Extract CAB archives.
Open Windows CAB archives right in your browser — free.
Drop CAB archives here
or browse your files
Paste with ⌘V · or drop files anywhere on the page
Files never leave your device. Everything runs in your browser, nothing touches a server — tools you've used even work offline.
CAB is the archive format Windows itself ships in — drivers, installers and updates all travel as cabinets. When you need one file out of a driver package (or you are just curious), drop the .cab here: contents extract in your browser, each file its own download.
How it works
- Drop files anywhere on the page, click to browse, or paste with ⌘V.
- Pick a quality or preset — or set an exact target size and let the tool find it.
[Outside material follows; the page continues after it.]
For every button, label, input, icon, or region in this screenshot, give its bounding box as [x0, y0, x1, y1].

- Compress, compare before/after, and download — individually or as a ZIP.
From cabinet to anywhere
Extracted driver files usually go straight to Device Manager, but when a set of files should travel on, repack them via the archive tool into a ZIP or 7Z. Old software archives often nest formats — a CAB inside a ZIP inside an ISO all opens here, one layer per drop.
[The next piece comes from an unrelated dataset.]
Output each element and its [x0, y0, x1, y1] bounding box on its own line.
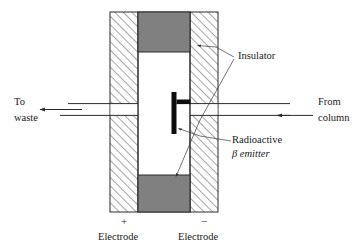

Frequently asked questions
Where do CAB files even come from?
Driver downloads, Windows Update payloads, installer internals (.msi files often embed cabinets) and printer packages. Vendors still ship raw .cab driver bundles, and manually extracting one INF or DLL from them is the classic use case.
Which CAB compression variants are supported?
MSZIP and LZX — which covers essentially every cabinet Microsoft tooling produces. Multi-part cabinet SETS (spanning several .cab files) need all parts and are not supported; single cabinets, the overwhelmingly common case, extract fine.
Can it open .msi or .exe installers too?
Not directly — those are container formats around cabinets. If you can get the .cab out (many installers unpack with /extract or similar switches), it opens here.
Is it private?
Yes. The archive is opened and unpacked on your own device — its contents are never uploaded, and a password, if one is needed, is used locally and never transmitted. The server does nothing but deliver this page. Want proof? Run one file through, switch your connection off, and run another — it still works.